For most native English speakers the word 'yonder' is either archaic or poetic. For many native speakers in the Southern United States however, it is still a word in common but declining use. Those who still use the term rhyme it with 'wonder' rather than 'wander.'
Having used the term all my life I notice that there is a distinction between the meaning of the phrases 'over there' and 'over yonder' which I have never seen mentioned in a dictionary.
One may say "The ball is over there where you are" but not "The ball is over yonder where you are." However, one can say either "The ball is over there in the bushes" or "The ball is over yonder in the bushes."
The distinction appears to be that 'yonder' is somewhere distant from both the speaker and the 'spoken to' whereas 'there' just means somewhere distant from the speaker.
Can anyone who also uses the term 'yonder' in everyday speech or someone familiar with English dialects verify this distinction.
Best Answer
I think it would be a mistake to assume that yonder generally represents a greater distance from the speaker than there does. Either term, unadorned, is ambiguous as to distance. The key to conveying a sense of how distant a thing "there" or "yonder" actually is lies in the modifier or modifiers attached to it, although some resulting phrases (such as "over there" and "over yonder") remain exceedingly vague as to distance. Consider, for example, the popular World War I song "Over There" by George M. Cohan, where there referred to "in Europe"—that is, across the Atlantic Ocean.
Because many people today do not use yonder as a standard part of their vocabulary, they may associate it with a particular usage that implies considerable distance, as in the song "Way Down Yonder in New Orleans." But for people who use yonder regularly, I suspect, the range of distances that the term can comfortably comprehend is quite broad. My grandfather, who was born in western Kentucky in 1903, used yonder occasionally and variably, often to indicate an indefinite place—for example, "the cows are grazing out yonder," meaning that the cows are grazing in a nearby pasture but it isn't entirely clear which pasture or which part of a single pasture they are in.
You can get a sense of the range of use of yonder in everyday speech in regions where the word was common by looking at recorded examples of its use (in the sense of "there; at or in that place") in Harold Wentworth, American Dialect Dictionary (1944):
Wentworth selected these examples mainly to show variants in pronunciation, prepositional use, and regional distribution of yonder; but the examples also convey a sense of how broadly applicable yonder was to different situations for speakers who used the term frequently. For some of them, at least, yonder seems coextensive with there as a term for position or distance. Such speakers might at times use yonder in connection with distant locations, but they might also use it in reference to the corner of a room they were sitting in, for example, or a bed elsewhere in the same house.
The decisive factor in defining how distant yonder is for a particular speaker, in other words, is whether the speaker uses the word frequently and widely in situations where other speakers might use there, or whether the speaker uses it relatively rarely and in particular contexts—for example, as part of a longer set phrase such as "way over yonder."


All of the data must be retyped exactly, with nothing left out.

▸ **GIVEN INFORMATION**:
BEGIN

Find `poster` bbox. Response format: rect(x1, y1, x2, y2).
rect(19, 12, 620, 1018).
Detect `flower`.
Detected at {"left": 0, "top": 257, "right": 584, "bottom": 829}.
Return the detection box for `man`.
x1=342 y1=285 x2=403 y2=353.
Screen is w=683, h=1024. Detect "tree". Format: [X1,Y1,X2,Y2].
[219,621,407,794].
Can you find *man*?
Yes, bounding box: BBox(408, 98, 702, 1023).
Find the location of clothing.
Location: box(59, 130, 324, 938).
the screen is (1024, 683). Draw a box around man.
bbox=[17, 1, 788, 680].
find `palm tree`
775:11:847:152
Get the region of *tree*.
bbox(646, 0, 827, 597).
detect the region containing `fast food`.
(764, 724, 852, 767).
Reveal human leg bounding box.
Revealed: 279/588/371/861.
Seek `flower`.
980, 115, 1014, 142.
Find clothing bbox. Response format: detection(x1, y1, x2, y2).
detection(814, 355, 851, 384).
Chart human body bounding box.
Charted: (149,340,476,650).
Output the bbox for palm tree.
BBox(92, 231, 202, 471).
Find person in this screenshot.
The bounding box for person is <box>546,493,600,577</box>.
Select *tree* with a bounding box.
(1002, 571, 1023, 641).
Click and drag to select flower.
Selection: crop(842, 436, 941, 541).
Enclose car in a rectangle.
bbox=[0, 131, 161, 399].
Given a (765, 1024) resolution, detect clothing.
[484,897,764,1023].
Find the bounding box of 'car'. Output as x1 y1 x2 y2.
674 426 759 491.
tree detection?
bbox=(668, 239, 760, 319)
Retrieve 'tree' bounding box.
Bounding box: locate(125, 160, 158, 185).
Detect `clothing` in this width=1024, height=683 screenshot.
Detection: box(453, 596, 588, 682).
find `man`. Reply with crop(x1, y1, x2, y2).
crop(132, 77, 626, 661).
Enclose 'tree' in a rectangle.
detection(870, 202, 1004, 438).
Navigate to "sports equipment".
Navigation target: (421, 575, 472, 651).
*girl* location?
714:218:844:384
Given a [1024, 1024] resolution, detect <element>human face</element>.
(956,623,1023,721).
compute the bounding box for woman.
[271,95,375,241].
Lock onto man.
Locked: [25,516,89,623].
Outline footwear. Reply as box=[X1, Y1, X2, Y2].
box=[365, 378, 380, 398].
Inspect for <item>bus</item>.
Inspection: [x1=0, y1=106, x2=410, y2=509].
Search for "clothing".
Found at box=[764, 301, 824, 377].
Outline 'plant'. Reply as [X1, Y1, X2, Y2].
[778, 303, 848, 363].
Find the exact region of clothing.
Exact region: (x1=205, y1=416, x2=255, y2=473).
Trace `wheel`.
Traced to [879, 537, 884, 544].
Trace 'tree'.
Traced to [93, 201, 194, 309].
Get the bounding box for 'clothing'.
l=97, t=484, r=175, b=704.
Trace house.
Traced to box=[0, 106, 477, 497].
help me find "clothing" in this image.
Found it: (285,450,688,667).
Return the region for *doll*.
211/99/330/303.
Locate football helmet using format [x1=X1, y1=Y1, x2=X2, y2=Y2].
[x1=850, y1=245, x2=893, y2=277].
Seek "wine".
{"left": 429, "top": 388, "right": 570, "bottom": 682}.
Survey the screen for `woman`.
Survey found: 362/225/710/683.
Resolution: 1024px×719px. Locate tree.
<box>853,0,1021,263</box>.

END

▸ **WRITTEN RESPONSE**:
Find `poster` bbox. Response format: rect(x1, y1, x2, y2).
rect(19, 12, 620, 1018).
Detect `flower`.
Detected at {"left": 0, "top": 257, "right": 584, "bottom": 829}.
Return the detection box for `man`.
x1=342 y1=285 x2=403 y2=353.
Screen is w=683, h=1024. Detect "tree". Format: [X1,Y1,X2,Y2].
[219,621,407,794].
Can you find *man*?
Yes, bounding box: BBox(408, 98, 702, 1023).
Find the location of clothing.
Location: box(59, 130, 324, 938).
the screen is (1024, 683). Draw a box around man.
bbox=[17, 1, 788, 680].
find `palm tree`
775:11:847:152
Get the region of *tree*.
bbox(646, 0, 827, 597).
detect the region containing `fast food`.
(764, 724, 852, 767).
Reveal human leg bounding box.
Revealed: 279/588/371/861.
Seek `flower`.
980, 115, 1014, 142.
Find clothing bbox. Response format: detection(x1, y1, x2, y2).
detection(814, 355, 851, 384).
Chart human body bounding box.
Charted: (149,340,476,650).
Output the bbox for palm tree.
BBox(92, 231, 202, 471).
Find person in this screenshot.
The bounding box for person is <box>546,493,600,577</box>.
Select *tree* with a bounding box.
(1002, 571, 1023, 641).
Click and drag to select flower.
Selection: crop(842, 436, 941, 541).
Enclose car in a rectangle.
bbox=[0, 131, 161, 399].
Given a (765, 1024) resolution, detect clothing.
[484,897,764,1023].
Find the bounding box of 'car'. Output as x1 y1 x2 y2.
674 426 759 491.
tree detection?
bbox=(668, 239, 760, 319)
Retrieve 'tree' bounding box.
Bounding box: locate(125, 160, 158, 185).
Detect `clothing` in this width=1024, height=683 screenshot.
Detection: box(453, 596, 588, 682).
find `man`. Reply with crop(x1, y1, x2, y2).
crop(132, 77, 626, 661).
Enclose 'tree' in a rectangle.
detection(870, 202, 1004, 438).
Navigate to "sports equipment".
Navigation target: (421, 575, 472, 651).
*girl* location?
714:218:844:384
Given a [1024, 1024] resolution, detect <element>human face</element>.
(956,623,1023,721).
compute the bounding box for woman.
[271,95,375,241].
Lock onto man.
Locked: [25,516,89,623].
Outline footwear. Reply as box=[X1, Y1, X2, Y2].
box=[365, 378, 380, 398].
Inspect for <item>bus</item>.
Inspection: [x1=0, y1=106, x2=410, y2=509].
Search for "clothing".
Found at box=[764, 301, 824, 377].
Outline 'plant'. Reply as [X1, Y1, X2, Y2].
[778, 303, 848, 363].
Find the exact region of clothing.
Exact region: (x1=205, y1=416, x2=255, y2=473).
Trace `wheel`.
Traced to [879, 537, 884, 544].
Trace 'tree'.
Traced to [93, 201, 194, 309].
Get the bounding box for 'clothing'.
l=97, t=484, r=175, b=704.
Trace house.
Traced to box=[0, 106, 477, 497].
help me find "clothing" in this image.
Found it: (285,450,688,667).
Return the region for *doll*.
211/99/330/303.
Locate football helmet using format [x1=X1, y1=Y1, x2=X2, y2=Y2].
[x1=850, y1=245, x2=893, y2=277].
Seek "wine".
{"left": 429, "top": 388, "right": 570, "bottom": 682}.
Survey the screen for `woman`.
Survey found: 362/225/710/683.
Resolution: 1024px×719px. Locate tree.
<box>853,0,1021,263</box>.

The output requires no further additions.